Reputation: 51
I'm new to hadoop and mapreduce. Could someone clarify the difference between a combiner and an in-mapper combiner or are they the same thing?
Upvotes: 5
Views: 8314
Reputation: 63259
You are probably already aware that a combiner is a process that runs locally on each Mapper machine to pre-aggregate data before it is shuffled across the network to the various cluster Reducers.
The in-mapper combiner takes this optimization a bit further: the aggregations do not even write to local disk: they occur in-memory in the Mapper itself.
The in-mapper combiner does this by taking advantage of the setup() and cleanup() methods of
org.apache.hadoop.mapreduce.Mapper
to create an in-memory map along the following lines:
Map<LongWritable, Text> inmemMap = null
protected void setup(Mapper.Context context) throws IOException, InterruptedException {
inmemMap = new Map<LongWritable, Text>();
}
Then during each map() invocation you add values to than in memory map (instead of calling context.write() on each value. Finally the Map/Reduce framework will automatically call:
protected void cleanup(Mapper.Context context) throws IOException, InterruptedException {
for (LongWritable key : inmemMap.keySet()) {
Text myAggregatedText = doAggregation(inmemMap.get(key))// do some aggregation on
the inmemMap.
context.write(key, myAggregatedText);
}
}
Notice that instead of calling context.write() every time, you add entries to the in-memory map. Then in the cleanup() method you call context.write() but with the condensed/pre-aggregated results from your in-memory map . Therefore your local map output spool files (that will be read by the reducers) will be much smaller.
In both cases - both in memory and external combiner - you gain the benefits of less network traffic to the reducers due to smaller map spool files. That also decreases the reducer processing.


### Exercise brief
The answer must be a single number: how many lines below contain "dashed".

### Data for review
..............................
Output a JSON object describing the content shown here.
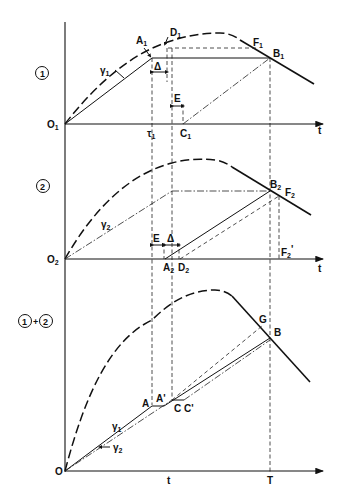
{
  "panels": [
    {
      "id": "panel-1",
      "tag": "①",
      "origin": {
        "main": "O",
        "sub": "1"
      },
      "axis_label": "t",
      "labels": {
        "A1": {
          "main": "A",
          "sub": "1"
        },
        "D1": {
          "main": "D",
          "sub": "1"
        },
        "F1": {
          "main": "F",
          "sub": "1"
        },
        "B1": {
          "main": "B",
          "sub": "1"
        },
        "gamma1": {
          "main": "γ",
          "sub": "1"
        },
        "delta": "Δ",
        "E": "E",
        "tau1": {
          "main": "τ",
          "sub": "1"
        },
        "C1": {
          "main": "C",
          "sub": "1"
        }
      }
    },
    {
      "id": "panel-2",
      "tag": "②",
      "origin": {
        "main": "O",
        "sub": "2"
      },
      "axis_label": "t",
      "labels": {
        "B2": {
          "main": "B",
          "sub": "2"
        },
        "F2": {
          "main": "F",
          "sub": "2"
        },
        "gamma2": {
          "main": "γ",
          "sub": "2"
        },
        "E": "E",
        "delta": "Δ",
        "A2": {
          "main": "A",
          "sub": "2"
        },
        "D2": {
          "main": "D",
          "sub": "2"
        },
        "F2prime": {
          "main": "F",
          "sub": "2",
          "prime": "'"
        }
      }
    },
    {
      "id": "panel-sum",
      "tag": "①+②",
      "origin": {
        "main": "O"
      },
      "axis_labels": {
        "t": "t",
        "T": "T"
      },
      "labels": {
        "G": "G",
        "B": "B",
        "A": "A",
        "Aprime": "A'",
        "C": "C",
        "Cprime": "C'",
        "gamma1": {
          "main": "γ",
          "sub": "1"
        },
        "gamma2": {
          "main": "γ",
          "sub": "2"
        }
      }
    }
  ]
}
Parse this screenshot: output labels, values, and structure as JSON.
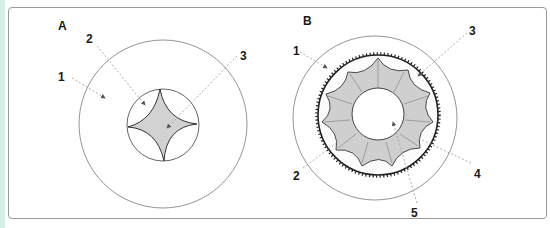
{
  "figure": {
    "panel_a": {
      "label": "A",
      "callouts": [
        "1",
        "2",
        "3"
      ]
    },
    "panel_b": {
      "label": "B",
      "callouts": [
        "1",
        "2",
        "3",
        "4",
        "5"
      ]
    }
  },
  "colors": {
    "frame_border": "#9a9a9a",
    "left_strip": "#d8ece8",
    "line": "#444444",
    "leader": "#9a9a9a"
  }
}
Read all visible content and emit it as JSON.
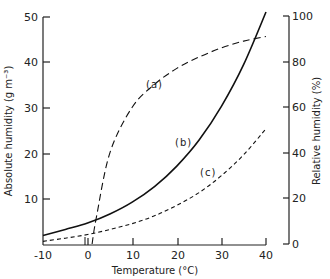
{
  "chart_data": {
    "type": "line",
    "title": "",
    "xlabel": "Temperature (°C)",
    "ylabel": "Absolute humidity (g m⁻³)",
    "y2label": "Relative humidity (%)",
    "xlim": [
      -10,
      40
    ],
    "ylim": [
      0,
      50
    ],
    "y2lim": [
      0,
      100
    ],
    "x_ticks": [
      "-10",
      "0",
      "10",
      "20",
      "30",
      "40"
    ],
    "y_ticks": [
      "10",
      "20",
      "30",
      "40",
      "50"
    ],
    "y2_ticks": [
      "0",
      "20",
      "40",
      "60",
      "80",
      "100"
    ],
    "grid": false,
    "legend": "none (curves labelled inline)",
    "series": [
      {
        "name": "(a)",
        "axis": "right",
        "style": "long-dashed",
        "x": [
          1,
          2,
          5,
          10,
          15,
          20,
          25,
          30,
          35,
          40
        ],
        "values": [
          0,
          12,
          40,
          60,
          70,
          77,
          82,
          86,
          89,
          91
        ]
      },
      {
        "name": "(b)",
        "axis": "left",
        "style": "solid",
        "x": [
          -10,
          -5,
          0,
          5,
          10,
          15,
          20,
          25,
          30,
          35,
          40
        ],
        "values": [
          2.1,
          3.4,
          4.8,
          6.8,
          9.4,
          12.8,
          17.3,
          23.0,
          30.4,
          39.6,
          51.1
        ]
      },
      {
        "name": "(c)",
        "axis": "left",
        "style": "short-dashed",
        "x": [
          -10,
          -5,
          0,
          5,
          10,
          15,
          20,
          25,
          30,
          35,
          40
        ],
        "values": [
          0.8,
          1.5,
          2.3,
          3.4,
          4.7,
          6.4,
          8.7,
          11.5,
          15.2,
          19.8,
          25.5
        ]
      }
    ]
  },
  "labels": {
    "a": "(a)",
    "b": "(b)",
    "c": "(c)"
  }
}
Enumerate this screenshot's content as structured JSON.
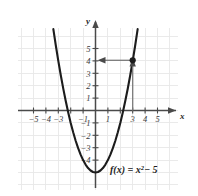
..............................
### Solution
2